Not many people will become a successful emergency physician. Even fewer will become a world-famous photographer and explorer. Jeff Gusky, MD ’82, has done it all.
“I’ve had two separate career paths for 25 years,” says Gusky, an emergency physician and photographer for National Geographic whose images of hidden worlds frozen in time have gained worldwide attention.
Adopting a mindset of discovery
Gusky’s career as a photographer began in Poland. “I stumbled onto this hidden world of the Holocaust,” says Gusky, who documented destroyed Jewish civilizations in his book “Silent Places: Landscapes of Jewish Life and Loss in Eastern Europe.”
That was the beginning of a series of discoveries that Gusky would make, captured from behind his camera lens, which shed new light on past events.
His latest discovery also happened almost by accident. While in France, in 2012, Gusky befriended local farmers who revealed a vast network of underground cities along the Western Front during World War I. “One city spans 25 miles underground in one place. Another WWI underground city was home to 24,000 soldiers and had a 700-bed hospital,” says Gusky.
He learned how to photograph in total darkness underground in order to document the artifacts, words and art etched into the walls. These images — featured in the 18-month exhibition “Artist Soldiers: Artistic Expression in the First World War” at the Smithsonian’s National Air and Space Museum — are voices from the past that carry powerful messages we can learn from today, he says.
In the midst of this project, Gusky made another discovery of historical importance. Beneath a farm located on the former front line of WWI, Gusky found the only surviving trace of an African American Combat Unit — the underground command post of the 370th Infantry, nicknamed The Black Devils. They were the only all African American unit in the U.S. Military during WWI. Gusky tells this story in the current exhibit “We Return Fighting” at the Smithsonian National Museum of African American History and Culture, which highlights the role of African American soldiers during WWI.
Even as a medical student, Gusky says he felt driven to explore the world. It’s why he chose to study medicine at the UW School of Medicine and why he requested to do his first year of medical school in Fairbanks, Alaska, as part of his WWAMI training — UW School of Medicine’s multi-state medical education program.
“I’ve always loved adventure. The strength of that experience in Alaska really influenced everything that would happen,” says Gusky. “It’s about frontiers and exploring and staying on the edge of discovery.”
At the intersection of art and medicine
Between medicine, travel, photography and the speaking circuit, Gusky doesn’t have much time. Nevertheless, he still enjoys both of his careers and continues to practice as an emergency room physician in the Dallas area and to travel the world as a speaker for the National Geographic Speakers Bureau.
In fact, Gusky sees many points of connection between the worlds of medicine and art; both, he says, inspire feelings of passion and altruism. “Being a doctor is very much like being an artist where you just devote yourself unselfishly to a mission,” he says.
Moreover, Gusky sees his primary responsibility as a doctor to inform the public about danger and how to avoid it, which is not unlike his mission as an artist. His photographs relay messages from the past about what it means to be human and to be vulnerable — messages that are as relevant now as ever.
“During World War I, when the earth’s surface became completely dehumanized, soldiers created a human world underground and covered the walls with art and hand-written messages that show us the only thing that really matters is what is human,” says Gusky, who believes this message is especially relevant in the emergency room. “In the ER we love technology, but human beings always come first.”
To see more of Dr. Gusky’s work, visit his website.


**Task objective**:
Find the line holding "You are a GUI" in the entries below. Give it again exactly, along with every line after it up to and including the line holding "The height and".

**Input data**:
________________________
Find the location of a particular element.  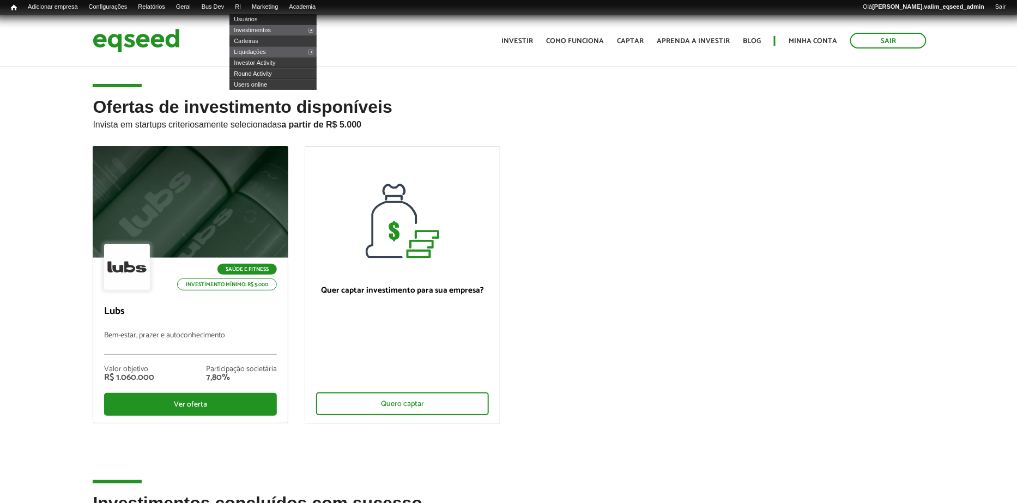

a: Início is located at coordinates (14, 8).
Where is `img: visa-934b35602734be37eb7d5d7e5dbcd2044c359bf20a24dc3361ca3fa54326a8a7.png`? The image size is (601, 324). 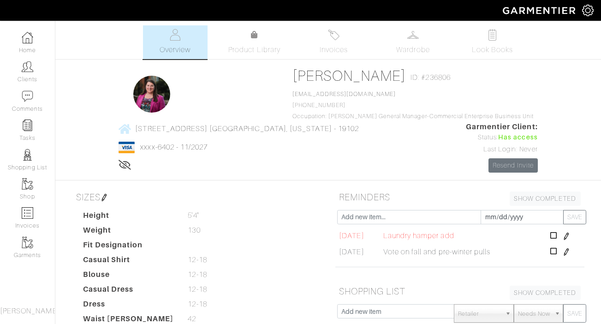 img: visa-934b35602734be37eb7d5d7e5dbcd2044c359bf20a24dc3361ca3fa54326a8a7.png is located at coordinates (126, 147).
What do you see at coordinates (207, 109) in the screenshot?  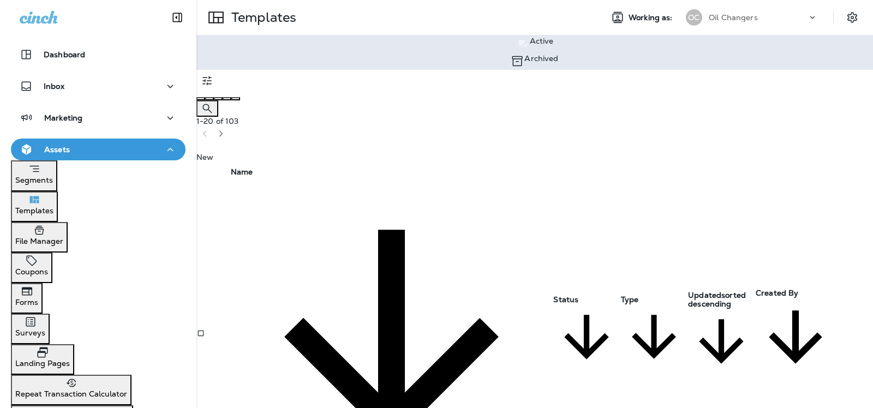 I see `button: Search Templates` at bounding box center [207, 109].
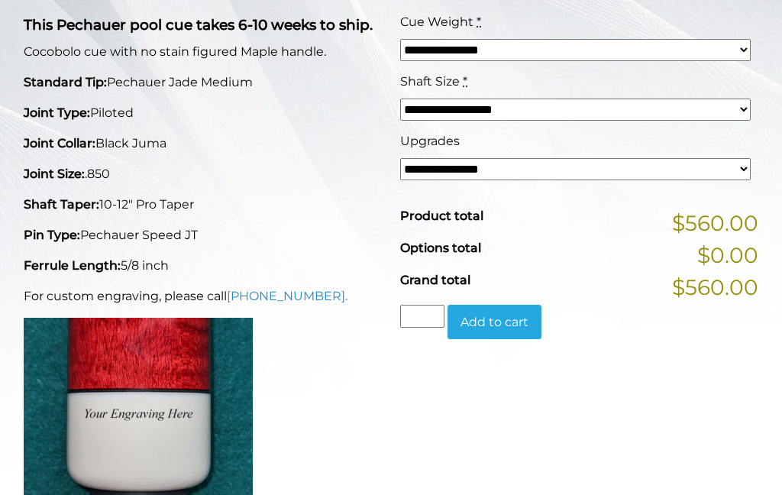 This screenshot has height=495, width=782. Describe the element at coordinates (440, 247) in the screenshot. I see `span: Options total` at that location.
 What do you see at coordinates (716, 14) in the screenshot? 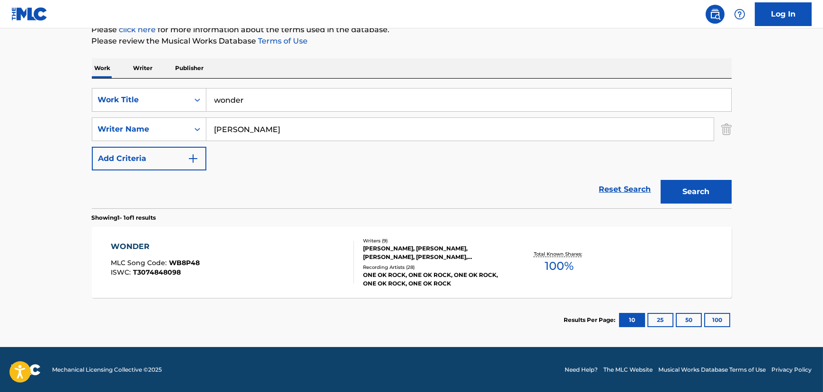
I see `img: search` at bounding box center [716, 14].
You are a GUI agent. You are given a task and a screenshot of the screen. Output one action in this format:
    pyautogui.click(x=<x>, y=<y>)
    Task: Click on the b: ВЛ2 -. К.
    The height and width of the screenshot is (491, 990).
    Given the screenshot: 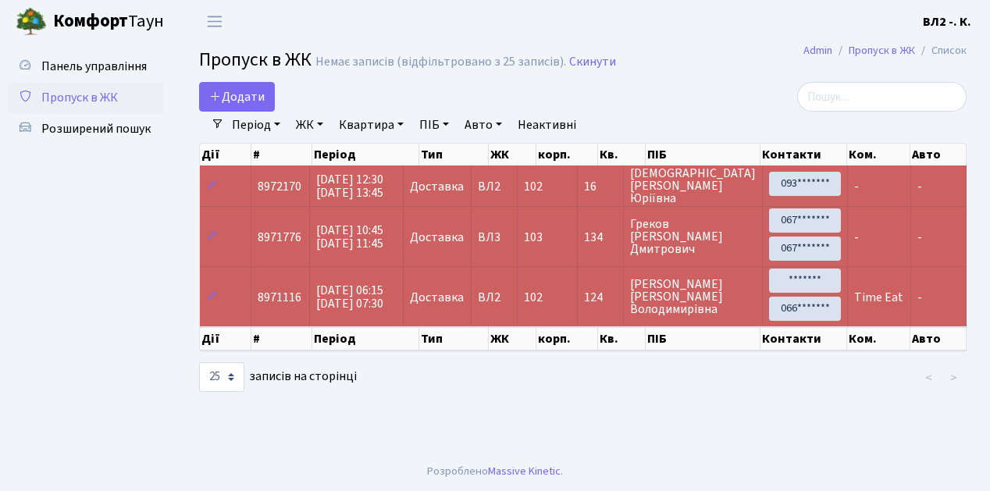 What is the action you would take?
    pyautogui.click(x=947, y=22)
    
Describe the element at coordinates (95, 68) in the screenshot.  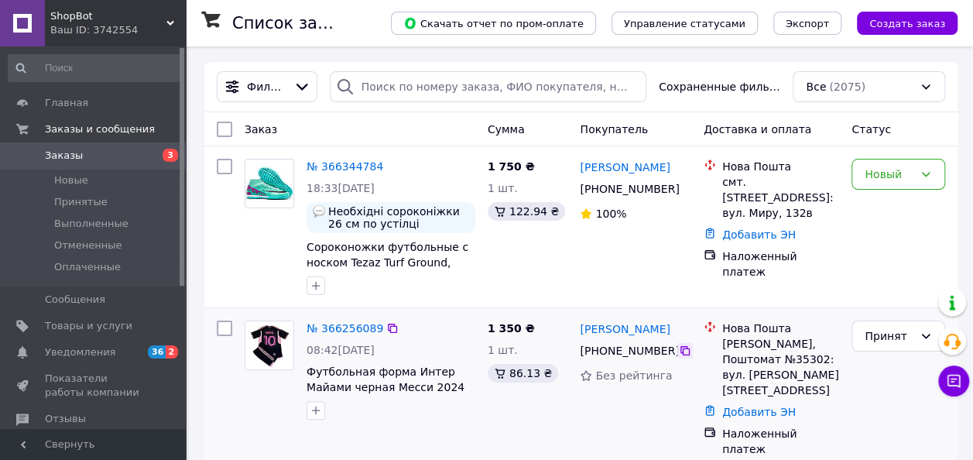
I see `input: Поиск` at that location.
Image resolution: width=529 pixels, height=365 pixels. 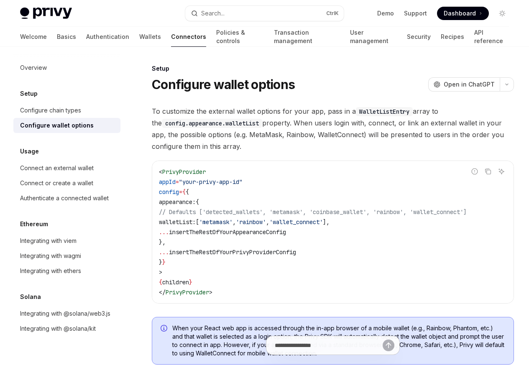 I want to click on button: Report incorrect code, so click(x=475, y=172).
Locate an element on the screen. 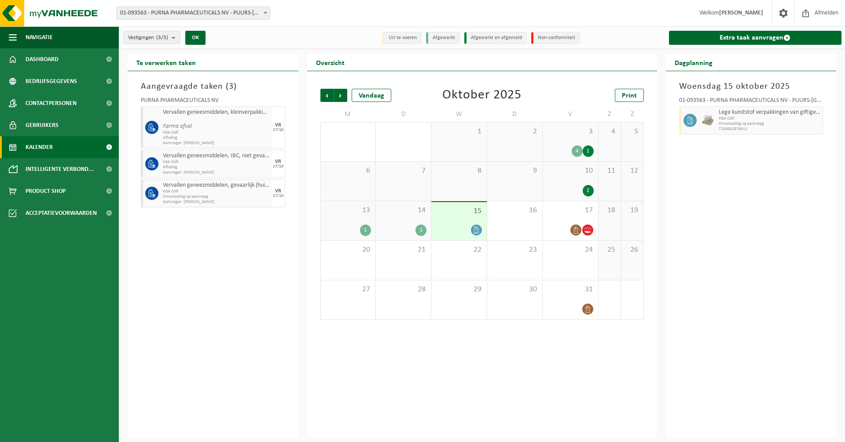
________________________
**Output for this exercise**:
You are a GUI agent. You are given a task and a screenshot of the screen. Output one action in this format:
    pyautogui.click(x=<x>, y=<y>)
    Task: Click on the b: ВЛ2 -. К.
    The height and width of the screenshot is (491, 990).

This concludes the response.